Kayo Terziiski
Ebola. Tick encephalitis. Spongiform encephalitis. Yellow fever. Genital herpes. HIV. Rabies.
Michelangelo. Chernobyl. I love you.
Those words seem to carry the peculiar resonance of malignity. Like the incoherent, nightmarish jabber of a febrile mind.
Virus names. They strike terror: in everyone sitting at the door of the laboratory, everyone sitting in front of a computer screen or everyone who has not used a condom last night with that unknown woman, man or virtual sex module. The virus is a tiny part of the world. created to destroy it, indifferent to its orderliness, refinement and imperfect variety. Completely unrestrained by its principles. Beyond the principle of purpose, beyond premeditation, beyond the pleasure principle. An information particle carrying within itself the destruction of information. It destroys flowers, cows, brains, programs and itself. Destroy and perish - that is the virus. In its biological variant it is a fine example of absurdity. A protein shell containing a tiny piece of genetic information. So tiny it seems miserable. The genome of the virus is tiny and meaningless - its only purpose is to reproduce itself - once, twice, thousands of times to reproduce itself. and nothing more. And that's how it happens: having entered the cell of a living organism, it blocks its metabolism, and fools the entire well-organized factory of the cell into working for the Virus cause. The virus lives at the expense of the cell, but is not a real parasite. Here's why: of real parasites one gets the impression that they have aspirations - food, sex, metabolism, death -, things they probably enjoy. That's understandable! The virus is not, because it has no needs!

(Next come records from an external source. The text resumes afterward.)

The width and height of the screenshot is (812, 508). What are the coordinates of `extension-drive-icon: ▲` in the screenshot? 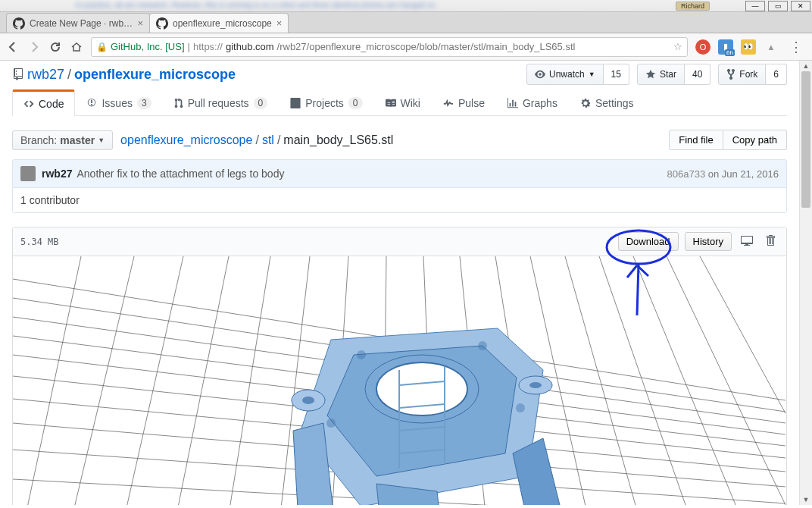 It's located at (771, 47).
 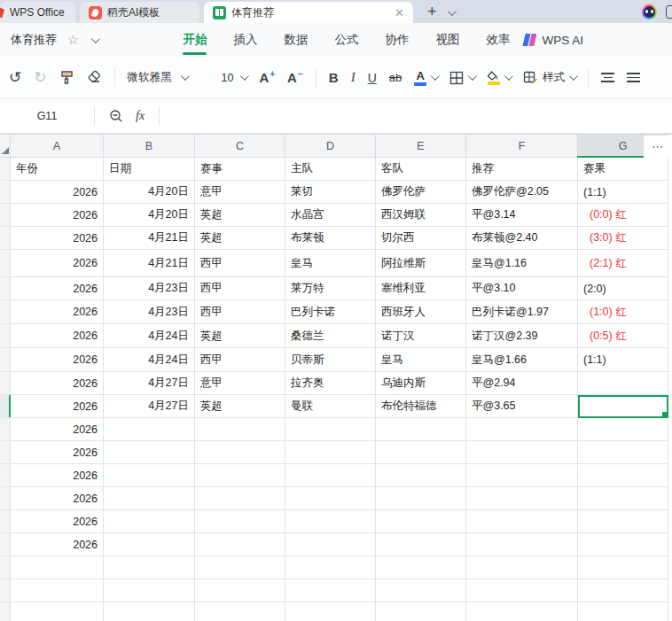 I want to click on cell-D11: 曼联, so click(x=331, y=407).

The consumer of potato chips and films on the assassination of JFK is understandable, as is the tapeworm. Forms of life in search of happiness, led by their own or by divine providence. The virus is not out for happiness. It does not experience bliss. Every living thing can be happy, but not the virus. There is no unhappiness for it either. When it kills, it dies alone, calm and indifferent.
What is the philosophy of meaningless annihilation? Who can explain that which contains nothing. The existence of the zero is an end in itself, its sole purpose.

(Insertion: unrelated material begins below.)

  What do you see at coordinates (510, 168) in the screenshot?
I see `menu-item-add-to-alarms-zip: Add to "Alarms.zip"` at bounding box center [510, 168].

Why yes, stones too exist for the sake of existing. Why else? Stones do not reproduce themselves. Yet stones are used for building hearths and monuments of unknown soldiers. Gravestones. Bladder-stones provoke pain. Unrequited love turns a heart to stone. The fingers of precious women (our precious women) there are stones that cost money, that cost banknotes featuring the portraits men with stone faces. But the virus is nothing. One of the legendary viruses is Michelangelo - a vicious sly program, no more than a few kilobytes. It may have erased flight-control programs, shaken the systems in the computer controlling reanimation after cardiac arrest. A tiny nauseating damage, but nausea is an obliging thing. The virus is nothing. It tears apart the networks that connect human reason and turn it into 1010011000101000. It causes illnesses with tobacco and cattle. Drives the cows mad. Parasitizes parasites. The bacteriophage virus parasitizes bacteria. If you look at a piece of dog fur under an electronic microscope, this is what you will see: under the chitin segments of fleas there are tiny parasitic ticks. On their surface, bacteria can be discerned. But they are not the end of the food chain!

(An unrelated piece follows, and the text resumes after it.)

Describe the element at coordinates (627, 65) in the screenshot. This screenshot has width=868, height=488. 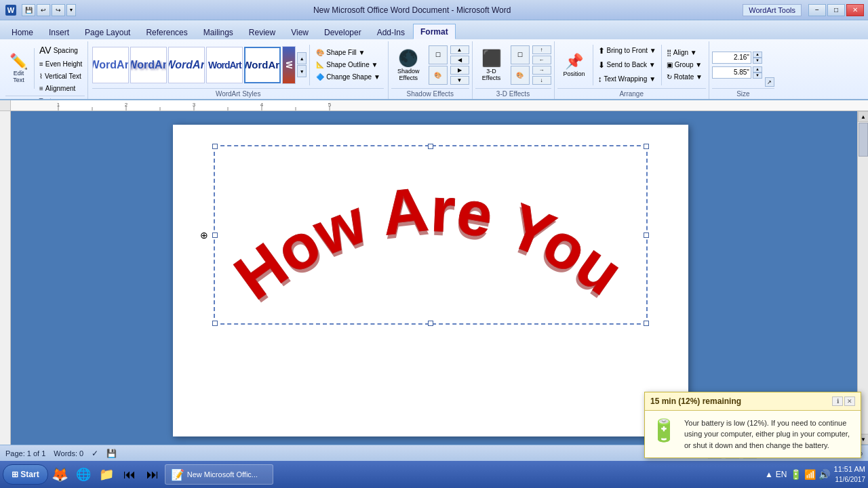
I see `send-to-back-btn: ⬇Send to Back ▼` at that location.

The virus parasitizes bacteria. What a staggering association: the man has a dog, the dog has fleas. The fleas suffer from viral infections, as do the bacteria that live on the ticks clinging to the fleas. The dog catches some virus and dies, as do the viruses parasitizing fleas and those parasitizing bacteria parasitizing ticks parasitizing fleas. A terrifying cycle. In art, the virus is the principle of destruction. The poison in the well. Impressionism is a leech, surrealism is a rickettsia causing Rocky mountain spotty fever.
They parasitize the corpse saturated with rotting organic material of something that has never interested anyone - official art. Whatever the latter may mean: properly drawn jugs, nude women, or a meal with fork and knife and that special caviar spoon at which you cover your mouth when yawning. This kind of parasitism however has an intrinsic, natural purpose. Kill the old, make compost, grow thornapple, white hellebore, burdock and nettle.
Impressionists get their sad pleasure out of parasitizing, dying in proud misery. Like Renoir, numb with arthritis. Or they cut their ears.
That's not what viruses look for. They do not die. Not in proud misery, not with their ears cut. They destroy and exist, meaningless and terrifying in their pointlessness.
The viruses are those who don't get anything out of what they do - destroying. The quiet fearsome man who sneaks in with a cruel pointlessness and creates his ugly art that consists in steady passionless acts of multiplying nothingness and pointlessness. who prints his damp genitals on color paper and with a hammer blows off the heads of mustachioed Madonnas holding infants broiled in strong bone-broth - there's the virus. Michelangelo is not a virus - he's an artist who fought with titanic perseverance against the marble, madness and his own homosexuality.